When buying a fish oil supplement, check the label for EPA and DHA content specifically — these are the two active fatty acids responsible for the benefits. The total fish oil amount on the label is irrelevant; what matters is how much EPA and DHA it contains. Choose pharmaceutical-grade when possible.

If you can’t find a quality fish oil, the following foods are rich in omega-3s and will get you most of the way there: salmon, sardines, walnuts, flaxseed, chia seeds, and spinach.

Related: Fish Oil and Muscle Growth

8. Testosterone Boosters — Proceed With Caution

Testosterone boosters are the category where you need to be most careful. The majority of products in this space are, bluntly, useless — flashy marketing wrapped around ineffective ingredients designed to separate you from your money.

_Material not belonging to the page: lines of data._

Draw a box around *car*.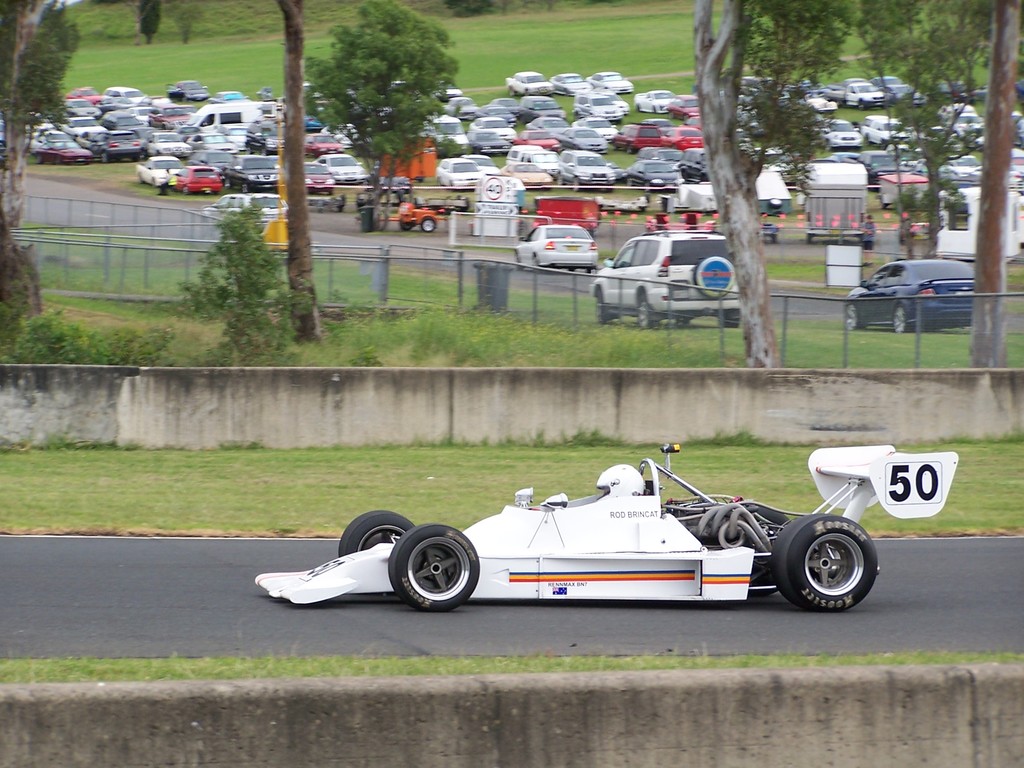
[508,146,567,186].
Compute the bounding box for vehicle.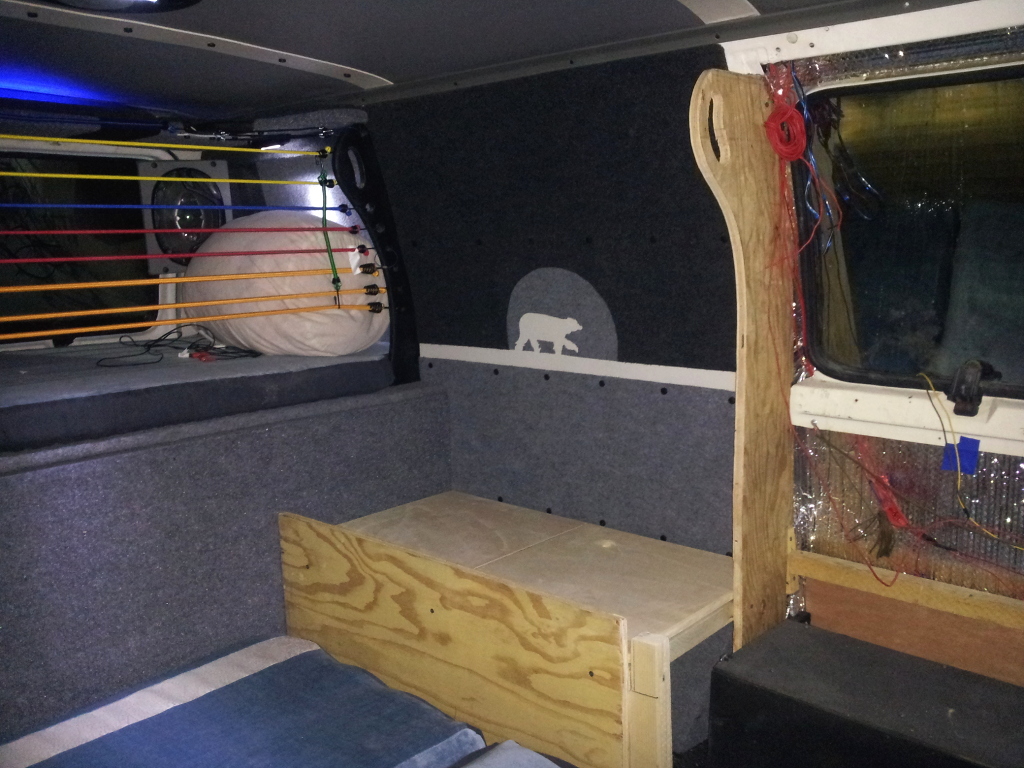
l=0, t=0, r=1023, b=767.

That said, some compounds do have evidence behind them. The ones worth knowing about are zinc, magnesium, and vitamin B6 — three nutrients that many people are deficient in, and whose deficiency genuinely suppresses testosterone production. Correcting these deficiencies can restore normal testosterone levels, which improves muscle building, libido, energy, and sleep quality.

Rather than paying a premium for a branded testosterone booster, consider a ZMA supplement — zinc, magnesium, and B6 combined — which delivers the same active compounds for a fraction of the cost. If you’re not deficient, don’t expect dramatic results. If you are, you’ll notice a meaningful difference.

Related: Zinc and Magnesium Supplements: Benefits, Deficiency Signs and How to Take Them

Supplement Timing: The Full Daily Schedule

Knowing what to take is only half the battle. Here’s when to take everything for maximum effect:

Time Supplement Dose
Morning (fasted) Glutamine, Omega-3, Multivitamin 5g / 1-2g EPA+DHA / as directed
Pre-workout (30 min before) Pre-workout / Caffeine, Beta Alanine, BCAAs 150–200mg caffeine / 3–6g / 5–10g
During training BCAAs (optional) 5–10g
Post-workout Whey protein, Creatine, Glutamine 40–50g / 5g / 5g
Before bed Casein protein, Glutamine 30–40g / 5g

The Bottom Line

The supplement industry is worth billions precisely because it’s very good at making you feel like you need more than you do. You don’t. The list above covers everything that’s genuinely proven to work — everything else is noise.

Get your diet right first. Train consistently and hard. Then add these supplements in the order listed — protein and creatine first, everything else after. Do that for six months and you’ll have outperformed anyone who spent the same period chasing the latest miracle supplement.

And remember: the name says it all. They’re called supplements. Not replacements, not shortcuts — supplements. Real food, hard training, and consistency do the heavy lifting. These just help.